Well, there are theories to explain this.
Has the time finally arrived?
Jul 8th
I tend to be pessimistic. Nevertheless, call the effort futile if you wish, but I’m gonna keep on trying. I hope others will join me.
“We create our own reality.”
Jul 8th
I purchased from Amazon the book Merchants of Doubt by Naomi Oreskes and Erik Conway. (For the record, I spread my custom among many merchants, focusing on the little guys rather than the chains.) The subtitle speaks for itself: “How a Handful of Scientists Obscured the Truth on Issues from Tobacco Smoke to Global Warming.”
Amazon kept nagging, and finally I agreed to write a review.
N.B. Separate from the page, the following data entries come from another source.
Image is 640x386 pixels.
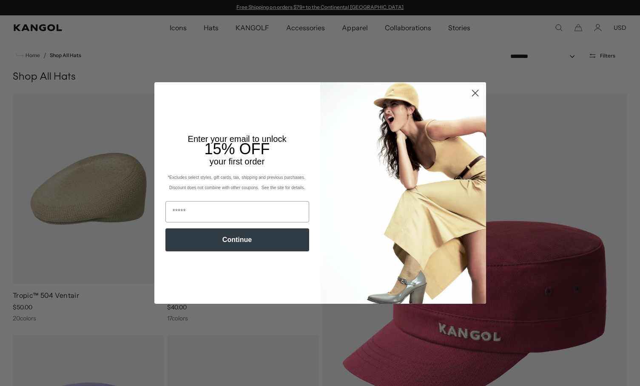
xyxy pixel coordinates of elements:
[168,175,306,190] span: *Excludes select styles, gift cards, tax, shipping and previous purchases. Discount does not comb...
[188,134,287,143] span: Enter your email to unlock
[166,228,309,251] button: Continue
[320,82,486,303] img: 93be19ad-e773-4382-80b9-c9d740c9197f.jpeg
[204,140,270,157] span: 15% OFF
[210,157,265,166] span: your first order
[468,86,483,100] button: Close dialog
[166,201,309,222] input: Email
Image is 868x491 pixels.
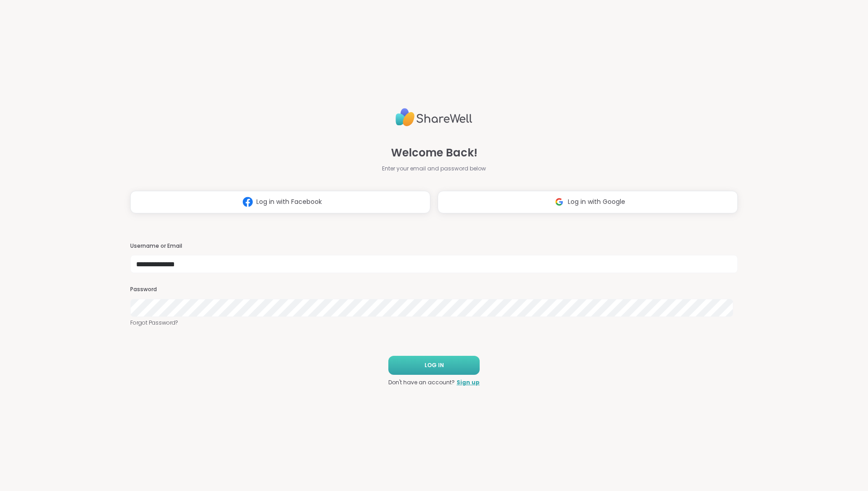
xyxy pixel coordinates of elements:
img: ShareWell Logo [396,104,472,130]
a: Sign up [456,378,480,387]
h3: Password [130,286,737,293]
span: Welcome Back! [391,145,477,161]
span: LOG IN [424,361,444,369]
img: ShareWell Logomark [550,193,568,210]
button: LOG IN [388,355,480,375]
h3: Username or Email [130,243,737,250]
span: Don't have an account? [388,378,454,387]
span: Enter your email and password below [382,165,486,173]
a: Forgot Password? [130,319,737,327]
span: Log in with Facebook [256,197,321,207]
button: Log in with Google [438,191,737,213]
img: ShareWell Logomark [239,193,256,210]
span: Log in with Google [568,197,625,207]
button: Log in with Facebook [130,191,430,213]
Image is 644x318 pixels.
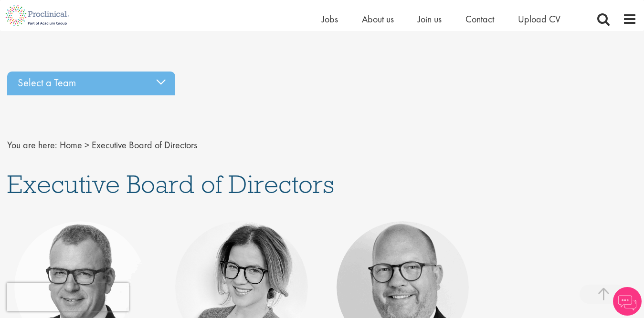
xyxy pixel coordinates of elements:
[362,13,394,25] a: About us
[7,168,334,200] span: Executive Board of Directors
[518,13,561,25] a: Upload CV
[6,283,129,312] iframe: reCAPTCHA
[7,139,57,151] span: You are here:
[60,139,82,151] a: breadcrumb link
[613,287,642,316] img: Chatbot
[84,139,89,151] span: >
[466,13,494,25] a: Contact
[7,71,175,95] div: Select a Team
[418,13,442,25] a: Join us
[92,139,197,151] span: Executive Board of Directors
[322,13,338,25] a: Jobs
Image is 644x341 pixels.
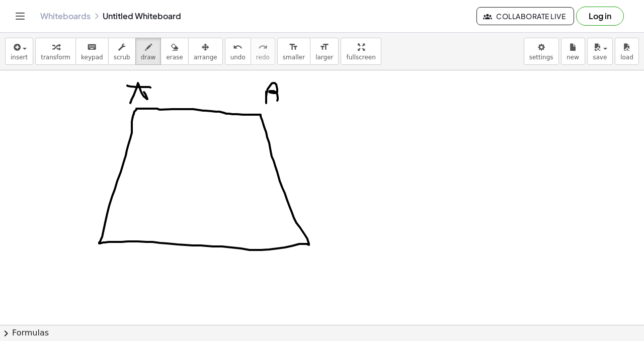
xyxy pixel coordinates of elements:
[166,54,182,61] span: erase
[283,54,305,61] span: smaller
[561,37,585,65] button: new
[320,41,329,53] i: format_size
[277,37,310,65] button: format_sizesmaller
[194,54,218,61] span: arrange
[310,37,338,65] button: format_sizelarger
[576,6,624,26] button: Log in
[225,37,251,65] button: undoundo
[256,54,270,61] span: redo
[108,37,136,65] button: scrub
[12,8,28,24] button: Toggle navigation
[316,54,333,61] span: larger
[141,54,156,61] span: draw
[621,54,633,61] span: load
[258,41,267,53] i: redo
[40,54,70,61] span: transform
[114,54,130,61] span: scrub
[567,54,579,61] span: new
[587,37,613,65] button: save
[76,37,109,65] button: keyboardkeypad
[135,37,161,65] button: draw
[529,54,554,61] span: settings
[40,11,90,21] a: Whiteboards
[615,37,639,65] button: load
[81,54,103,61] span: keypad
[250,37,275,65] button: redoredo
[5,37,33,65] button: insert
[233,41,242,53] i: undo
[87,41,97,53] i: keyboard
[485,12,565,21] span: Collaborate Live
[341,37,381,65] button: fullscreen
[11,54,28,61] span: insert
[592,54,606,61] span: save
[476,7,574,25] button: Collaborate Live
[35,37,76,65] button: transform
[346,54,375,61] span: fullscreen
[161,37,188,65] button: erase
[524,37,559,65] button: settings
[231,54,246,61] span: undo
[289,41,299,53] i: format_size
[188,37,223,65] button: arrange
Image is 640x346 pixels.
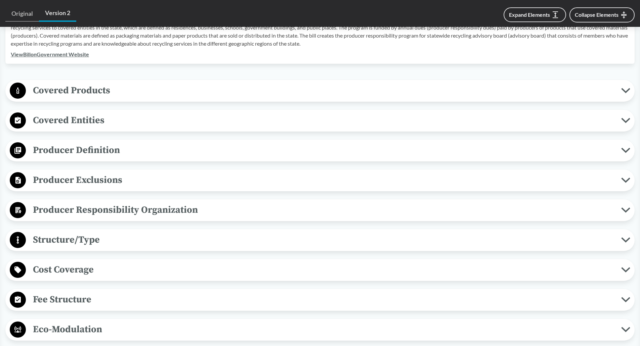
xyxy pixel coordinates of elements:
[8,172,632,189] button: Producer Exclusions
[26,232,621,248] span: Structure/Type
[26,203,621,218] span: Producer Responsibility Organization
[8,232,632,249] button: Structure/Type
[11,51,89,57] a: ViewBillonGovernment Website
[26,292,621,307] span: Fee Structure
[8,142,632,159] button: Producer Definition
[26,322,621,337] span: Eco-Modulation
[503,7,566,22] button: Expand Elements
[8,82,632,99] button: Covered Products
[26,113,621,128] span: Covered Entities
[39,5,76,22] a: Version 2
[26,173,621,188] span: Producer Exclusions
[8,202,632,219] button: Producer Responsibility Organization
[8,262,632,279] button: Cost Coverage
[26,83,621,98] span: Covered Products
[5,6,39,21] a: Original
[8,292,632,309] button: Fee Structure
[26,143,621,158] span: Producer Definition
[11,15,629,48] p: On or before [DATE], the executive director (executive director) of the [US_STATE] department of ...
[8,112,632,129] button: Covered Entities
[569,7,634,23] button: Collapse Elements
[26,262,621,277] span: Cost Coverage
[8,321,632,339] button: Eco-Modulation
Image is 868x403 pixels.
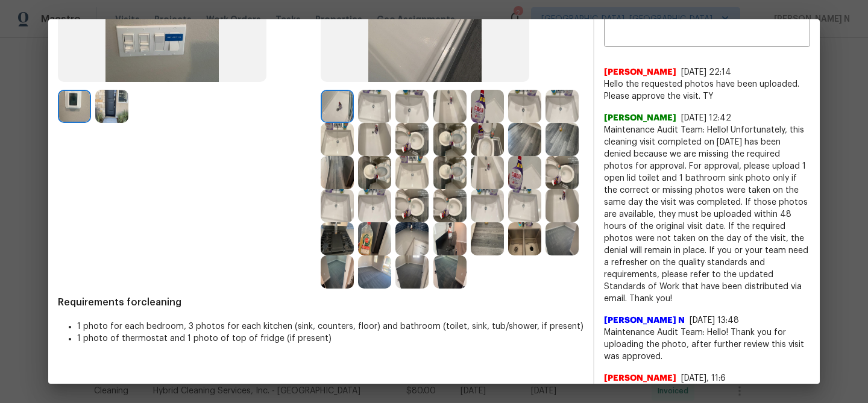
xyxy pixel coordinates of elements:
span: [DATE] 22:14 [681,69,732,77]
span: Requirements for cleaning [58,296,584,309]
span: [PERSON_NAME] [604,112,677,125]
span: Maintenance Audit Team: Hello! Thank you for uploading the photo, after further review this visit... [604,326,810,363]
span: [DATE], 11:6 [681,375,726,383]
span: [DATE] 12:42 [681,114,732,122]
span: [PERSON_NAME] [604,66,677,78]
li: 1 photo of thermostat and 1 photo of top of fridge (if present) [77,333,584,344]
li: 1 photo for each bedroom, 3 photos for each kitchen (sink, counters, floor) and bathroom (toilet,... [77,320,584,333]
span: Hello the requested photos have been uploaded. Please approve the visit. TY [604,78,810,102]
span: [PERSON_NAME] N [604,315,685,326]
span: Maintenance Audit Team: Hello! Unfortunately, this cleaning visit completed on [DATE] has been de... [604,125,810,305]
span: [DATE] 13:48 [690,317,739,325]
span: [PERSON_NAME] [604,373,677,384]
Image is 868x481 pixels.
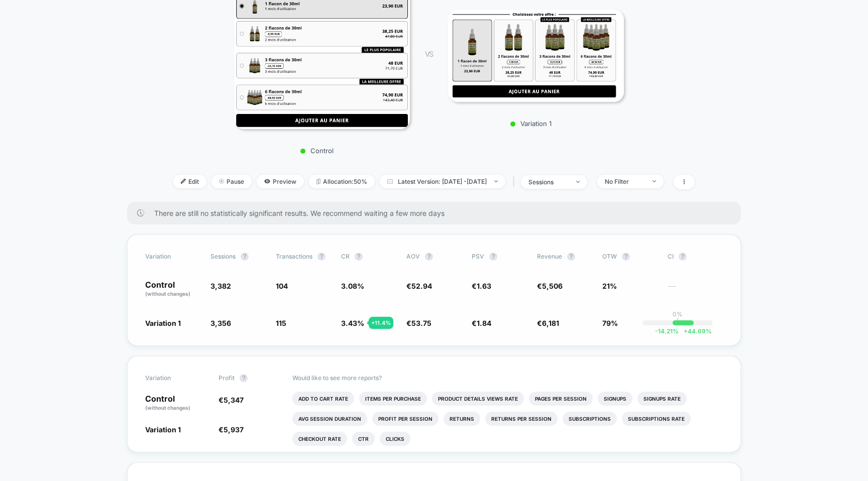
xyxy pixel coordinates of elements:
[677,318,679,325] p: |
[494,181,498,182] img: end
[602,282,617,290] span: 21%
[145,319,181,327] span: Variation 1
[679,252,687,260] button: ?
[145,280,201,298] p: Control
[406,252,420,260] span: AOV
[448,9,624,102] img: Variation 1 main
[472,319,491,327] span: €
[341,319,364,327] span: 3.43 %
[145,395,209,412] p: Control
[145,374,201,382] span: Variation
[672,310,682,318] p: 0%
[472,252,484,260] span: PSV
[411,282,432,290] span: 52.94
[537,282,562,290] span: €
[443,119,619,127] p: Variation 1
[485,412,557,426] li: Returns Per Session
[316,179,321,184] img: rebalance
[173,175,206,188] span: Edit
[154,209,721,217] span: There are still no statistically significant results. We recommend waiting a few more days
[229,147,405,155] p: Control
[292,374,723,382] p: Would like to see more reports?
[622,252,630,260] button: ?
[309,175,375,188] span: Allocation: 50%
[637,392,687,405] li: Signups Rate
[257,175,304,188] span: Preview
[359,392,427,405] li: Items Per Purchase
[562,412,617,426] li: Subscriptions
[602,252,657,260] span: OTW
[542,319,559,327] span: 6,181
[406,319,431,327] span: €
[354,252,362,260] button: ?
[598,392,632,405] li: Signups
[380,175,506,188] span: Latest Version: [DATE] - [DATE]
[219,425,244,434] span: €
[655,327,679,335] span: -14.21 %
[211,252,236,260] span: Sessions
[145,290,191,297] span: (without changes)
[679,327,712,335] span: 44.69 %
[622,412,691,426] li: Subscriptions Rate
[211,282,231,290] span: 3,382
[224,425,244,434] span: 5,937
[181,179,186,184] img: edit
[472,282,491,290] span: €
[239,374,247,382] button: ?
[444,412,480,426] li: Returns
[292,392,354,405] li: Add To Cart Rate
[211,175,252,188] span: Pause
[425,252,433,260] button: ?
[576,181,580,183] img: end
[241,252,249,260] button: ?
[406,282,432,290] span: €
[537,319,559,327] span: €
[432,392,524,405] li: Product Details Views Rate
[341,282,364,290] span: 3.08 %
[372,412,439,426] li: Profit Per Session
[684,327,687,335] span: +
[411,319,431,327] span: 53.75
[145,405,191,411] span: (without changes)
[667,283,723,298] span: ---
[529,178,569,186] div: sessions
[369,317,393,329] div: + 11.4 %
[537,252,562,260] span: Revenue
[145,425,181,434] span: Variation 1
[317,252,326,260] button: ?
[667,252,723,260] span: CI
[292,412,367,426] li: Avg Session Duration
[605,178,645,186] div: No Filter
[352,432,375,446] li: Ctr
[219,395,244,404] span: €
[276,319,286,327] span: 115
[211,319,231,327] span: 3,356
[477,319,491,327] span: 1.84
[652,181,656,182] img: end
[276,252,312,260] span: Transactions
[529,392,593,405] li: Pages Per Session
[489,252,497,260] button: ?
[292,432,347,446] li: Checkout Rate
[387,179,393,184] img: calendar
[567,252,575,260] button: ?
[380,432,411,446] li: Clicks
[145,252,201,260] span: Variation
[425,50,433,58] span: VS
[542,282,562,290] span: 5,506
[511,175,521,189] span: |
[219,374,234,382] span: Profit
[602,319,618,327] span: 79%
[224,395,244,404] span: 5,347
[477,282,491,290] span: 1.63
[219,179,224,184] img: end
[276,282,288,290] span: 104
[341,252,349,260] span: CR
I was teased into doing so by a New Yorker cartoon, where a guy was boasting to friends about how five people had found his review helpful. So I thought it would be a lark. I gave the book 4 stars out of 5. It seriously impressed, but didn’t provide an orgasm.
Here’s the review:
In 2004 Ron Suskind quoted a White House aide as saying that guys like Suskind belong to “the reality-based community”; that is, persons who “believe that solutions emerge from judicious study of discernible reality.” But, the aide continued, “That’s not the way the world works anymore.… We create our own reality.” (http://www.nytimes.com/2004/10/17/magazine/17BUSH.html)
That would make a dandy epigraph for this book.
Oreskes and Conway fully document the way a-political scientists and ingenuous progressives have trusted that “discernible reality” would speak for itself. Meanwhile, corporations and their conservative political allies have been undermining that “discernible reality” and creating their own substitute. Successfully.
In short, the corporations and movement conservatives have eaten the lunch of the overwhelming majority of scientists. Ironically, to steal the lunch they have used a select group of their own cat’s paw scientists. These are legitimate and in some cases highly accomplished scientists. So what’s the problem?
These select scientists have acted on the basis of political persuasion, personal grudges, and generous funding of their work by industry and politically financed front groups. (At the very least this is a serious conflict of interest.) Not infrequently they have testified on topics well beyond their areas of specialization, and in some cases have continued to do so long after they had ceased to do active, peer-reviewed research.
A source of satisfaction for the wealthy and politically conservative. A call to action for the majority of scientists and of political progressives. Worth reading, regardless of persuasion.